Wednesday, July 13, 2011

Lists

Quote of the Day: "She gave us white eat?"
What I'm reading: Milk, Sulphate, and Alby Starvation. Love it!

You might notice here to the right a lot of lists. There’s something irresistable about a list—fun to make, fun to read. None of that syntactic structure of subject and predicate, to slow down the information. This is probably why Powerpoint is so mysteriously and undeservedly popular.

One fun thing to do with lists is to jot a number of random nouns, and then a separate list of random adjectives, and then play with pairing them.
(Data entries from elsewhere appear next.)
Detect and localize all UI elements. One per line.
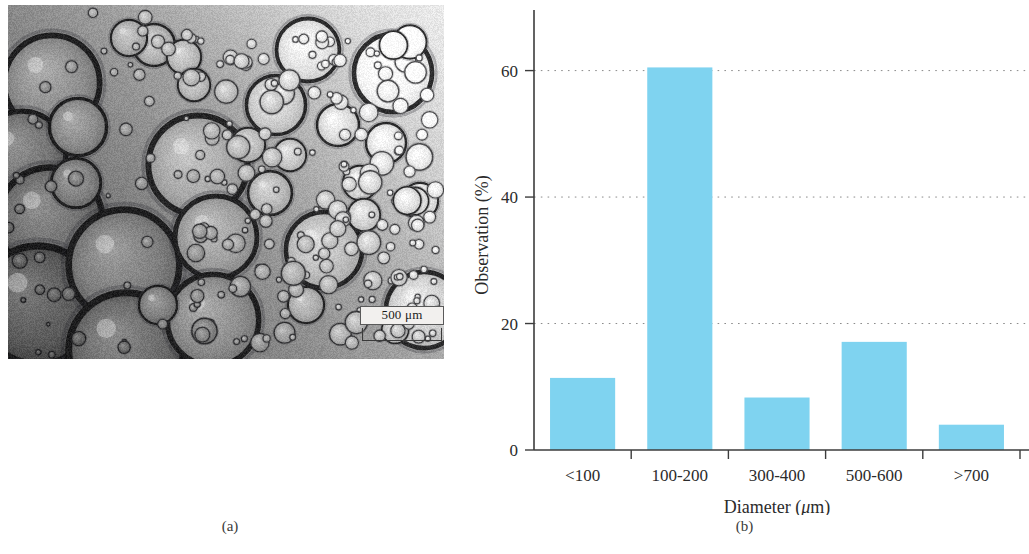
bar-chart: 0204060 <100100-200300-400500-600>700 Ob… — [460, 0, 1029, 515]
bar-300-400 — [744, 398, 809, 450]
gridlines — [534, 71, 1029, 324]
bar->700 — [939, 425, 1004, 450]
panel-a-caption: (a) — [0, 518, 460, 535]
scale-bar-bracket — [362, 328, 442, 341]
x-tick-label: 300-400 — [749, 466, 806, 485]
y-tick-label: 60 — [501, 62, 518, 81]
x-axis-ticks: <100100-200300-400500-600>700 — [565, 450, 1020, 485]
y-tick-label: 0 — [510, 441, 519, 460]
y-axis-title: Observation (%) — [472, 175, 493, 294]
y-tick-label: 20 — [501, 315, 518, 334]
y-tick-label: 40 — [501, 188, 518, 207]
x-tick-label: <100 — [565, 466, 600, 485]
panel-a-micrograph: 500 μm (a) — [0, 0, 460, 554]
bar-100-200 — [647, 67, 712, 450]
x-axis-title: Diameter (μm) — [724, 497, 831, 515]
x-tick-label: 500-600 — [846, 466, 903, 485]
scale-bar: 500 μm — [360, 306, 444, 341]
bar-500-600 — [842, 342, 907, 450]
bar-<100 — [550, 378, 615, 450]
x-tick-label: >700 — [954, 466, 989, 485]
bars — [550, 67, 1004, 450]
micrograph-image: 500 μm — [8, 5, 444, 359]
panel-b-chart: 0204060 <100100-200300-400500-600>700 Ob… — [460, 0, 1029, 554]
x-tick-label: 100-200 — [651, 466, 708, 485]
y-axis-ticks: 0204060 — [501, 62, 534, 460]
scale-bar-label: 500 μm — [360, 306, 444, 325]
panel-b-caption: (b) — [460, 518, 1029, 535]
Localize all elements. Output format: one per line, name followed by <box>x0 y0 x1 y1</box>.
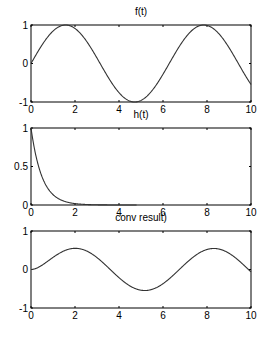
x-tick-label: 2 <box>72 207 78 218</box>
series-line-f <box>31 25 251 102</box>
x-tick-label: 10 <box>245 207 257 218</box>
subplot-title-conv: conv result) <box>115 212 167 223</box>
axes-frame-f <box>31 25 251 102</box>
y-tick-label: 0.5 <box>14 161 28 172</box>
y-tick-label: 0 <box>22 58 28 69</box>
x-tick-label: 8 <box>204 310 210 321</box>
x-tick-label: 6 <box>160 104 166 115</box>
y-tick-label: 1 <box>22 123 28 134</box>
axes-frame-h <box>31 128 251 205</box>
subplot-f: f(t) 0246810-101 <box>19 6 257 115</box>
subplot-title-f: f(t) <box>135 6 147 17</box>
subplot-title-h: h(t) <box>134 109 149 120</box>
x-tick-label: 8 <box>204 207 210 218</box>
y-tick-label: 0 <box>22 200 28 211</box>
x-tick-label: 0 <box>28 104 34 115</box>
x-tick-label: 10 <box>245 104 257 115</box>
x-tick-label: 0 <box>28 207 34 218</box>
y-tick-label: 0 <box>22 264 28 275</box>
x-tick-label: 10 <box>245 310 257 321</box>
series-line-conv <box>31 248 251 290</box>
y-tick-label: -1 <box>19 303 28 314</box>
series-line-h <box>31 128 137 205</box>
x-tick-label: 4 <box>116 310 122 321</box>
subplot-h: h(t) 024681000.51 <box>14 109 257 218</box>
subplot-conv: conv result) 0246810-101 <box>19 212 257 321</box>
axes-frame-conv <box>31 231 251 308</box>
y-tick-label: 1 <box>22 20 28 31</box>
figure: f(t) 0246810-101 h(t) 024681000.51 conv … <box>0 0 268 340</box>
x-tick-label: 8 <box>204 104 210 115</box>
x-tick-label: 2 <box>72 310 78 321</box>
x-tick-label: 4 <box>116 104 122 115</box>
y-tick-label: 1 <box>22 226 28 237</box>
x-tick-label: 0 <box>28 310 34 321</box>
x-tick-label: 6 <box>160 310 166 321</box>
y-tick-label: -1 <box>19 97 28 108</box>
x-tick-label: 2 <box>72 104 78 115</box>
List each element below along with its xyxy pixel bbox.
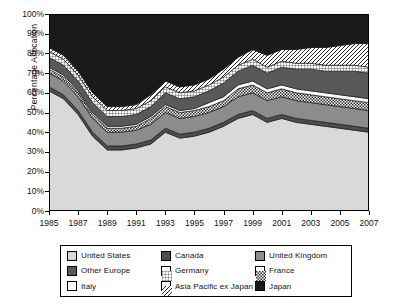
x-tick-mark (78, 211, 79, 215)
x-tick-mark (311, 211, 312, 215)
x-tick-label: 1999 (243, 218, 262, 228)
legend-swatch-icon (255, 281, 265, 291)
x-tick-mark (194, 211, 195, 215)
x-tick-label: 2003 (301, 218, 320, 228)
x-tick-label: 2001 (272, 218, 291, 228)
legend-swatch-icon (161, 281, 171, 291)
x-tick-mark (49, 211, 50, 215)
x-tick-mark (136, 211, 137, 215)
legend-item[interactable]: Japan (253, 281, 347, 291)
x-tick-label: 2007 (360, 218, 379, 228)
legend-label: United Kingdom (269, 251, 327, 260)
legend-item[interactable]: United Kingdom (253, 251, 347, 261)
x-tick-mark (369, 211, 370, 215)
legend-label: United States (81, 251, 130, 260)
x-tick-label: 1993 (156, 218, 175, 228)
plot-area (49, 14, 369, 211)
chart-root: Percentage Allocation 0%10%20%30%40%50%6… (0, 0, 410, 305)
x-tick-label: 1991 (127, 218, 146, 228)
legend-label: Italy (81, 282, 96, 291)
legend-item[interactable]: Asia Pacific ex Japan (159, 281, 253, 291)
legend-item[interactable]: France (253, 266, 347, 276)
legend-item[interactable]: Germany (159, 266, 253, 276)
legend-label: France (269, 266, 295, 275)
legend-swatch-icon (255, 266, 265, 276)
chart-legend: United StatesCanadaUnited KingdomOther E… (60, 245, 352, 297)
x-tick-mark (282, 211, 283, 215)
legend-label: Japan (269, 282, 291, 291)
legend-swatch-icon (67, 251, 77, 261)
x-tick-label: 1997 (214, 218, 233, 228)
x-tick-mark (340, 211, 341, 215)
x-tick-mark (165, 211, 166, 215)
legend-item[interactable]: United States (65, 251, 159, 261)
x-tick-label: 2005 (330, 218, 349, 228)
legend-item[interactable]: Canada (159, 251, 253, 261)
legend-swatch-icon (67, 266, 77, 276)
legend-item[interactable]: Other Europe (65, 266, 159, 276)
legend-swatch-icon (161, 251, 171, 261)
legend-label: Other Europe (81, 266, 130, 275)
x-tick-label: 1989 (98, 218, 117, 228)
x-tick-label: 1987 (69, 218, 88, 228)
x-tick-label: 1985 (40, 218, 59, 228)
legend-label: Germany (175, 266, 209, 275)
x-tick-mark (107, 211, 108, 215)
legend-label: Asia Pacific ex Japan (175, 282, 253, 291)
legend-item[interactable]: Italy (65, 281, 159, 291)
x-tick-mark (224, 211, 225, 215)
x-tick-label: 1995 (185, 218, 204, 228)
legend-swatch-icon (161, 266, 171, 276)
legend-label: Canada (175, 251, 204, 260)
legend-swatch-icon (255, 251, 265, 261)
legend-swatch-icon (67, 281, 77, 291)
x-tick-mark (253, 211, 254, 215)
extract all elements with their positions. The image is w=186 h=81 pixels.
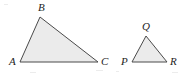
triangle-pqr-shape xyxy=(132,36,167,62)
vertex-label-q: Q xyxy=(142,21,150,32)
vertex-label-p: P xyxy=(121,56,128,67)
vertex-label-r: R xyxy=(170,56,177,67)
triangles-canvas xyxy=(0,0,186,81)
geometry-figure: A B C P Q R xyxy=(0,0,186,81)
triangle-abc-shape xyxy=(20,17,98,62)
vertex-label-a: A xyxy=(9,56,16,67)
vertex-label-b: B xyxy=(38,2,45,13)
vertex-label-c: C xyxy=(101,56,108,67)
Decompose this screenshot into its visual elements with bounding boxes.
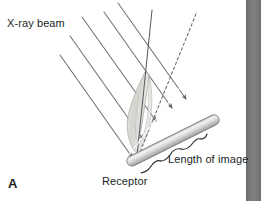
label-receptor: Receptor	[102, 175, 147, 187]
scan-edge-artifact	[246, 0, 261, 201]
xray-beam-group	[60, 3, 186, 157]
xray-projection-figure: X-ray beam Receptor Length of image A	[0, 0, 261, 201]
label-xray-beam: X-ray beam	[7, 17, 65, 29]
figure-illustration	[0, 0, 261, 201]
beam-line-1	[60, 55, 132, 157]
label-length-of-image: Length of image	[168, 153, 248, 165]
bracket-apex-tick	[201, 134, 207, 139]
panel-label: A	[8, 178, 18, 190]
beam-line-5	[118, 3, 186, 99]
That’s a lot of fun.

One unpublished writer I know made a list of the various dinners you can have that are actually all beef. Try it!

Then there’s a better-known writer, Charles Dickens, who made a famous list about the various contrasting facets of revolutionary France.

But the pedigree of the list goes back farther than that, to ancient civilizations whose first use of written language appears to be for what the king owns, what his people owe him: symbols for cattle, grain, man, woman.

Look, and here I’ve done it all wrong. Starting over:

Lists:
  • fun
  • random items to pair randomly
  • lack of syntax
  • alternate names for beef
  • Tale of Two Cities
  • Linear B
Other popular lists:
  • Ten Commandments
  • David Letterman's Top Ten Lists
  • Quote of the Day source tally-- to be updated. Lists can be very important.